Chemi baba (1929) aka My Grandmother


This Georgian silent film, made at the tail end of the early Soviet era is a forgotten classic if ever there was such a thing. Taking place in a world of stuffy bureaucrats, My Grandmother is something like a Soviet manifesto imagined by Buster Keaton and Fritz Lang. The unique blend of slapstick, expressionism, animation, and satire anticipates the works of Monty Python and Terry Gilliam by several decades. Basically, the protagonist is a lazy bureaucrat who loses his job after being impaled with a giant fountain pen hurled at him by the Communist Youth League. Out of work, and unable to support her lavish lifestyle, his wife threatens to divorce him if he does not immediately find work. And so he begs the man who took his position to help him out. His advice?
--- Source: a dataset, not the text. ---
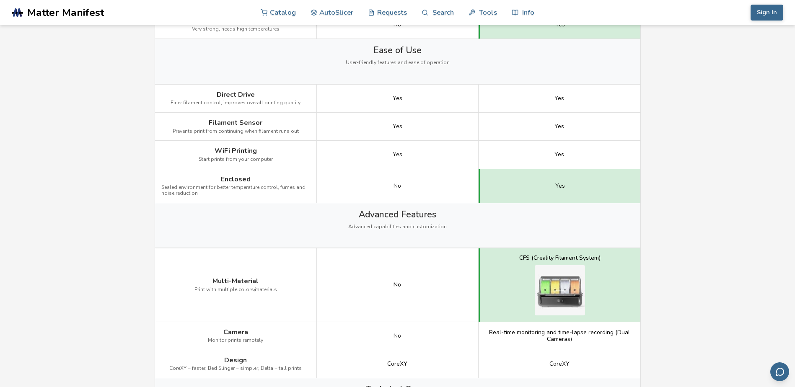 The width and height of the screenshot is (795, 387). Describe the element at coordinates (235, 95) in the screenshot. I see `span: Direct Drive` at that location.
Find a grandmother and pester her for a job. By grandmother, he means one of the higher ups in the corporation. Naturally things escalate and reach an explosively absurd conclusion. My Grandmother's satirical treatment of the bureaucratic class is nothing short of acidic; the film even ends with the proclamation, "DEATH TO THE BUREAUCRATS!" But this is also one funny movie, full of bizarre visual gags, and gallows humor aplenty. Its mix of so many diverse elements is so startlingly modern that if it had been filmed with sound, it could pass as a modern film. My Grandmother is a landmark of comical cinema, and one of the last great works of the silent era.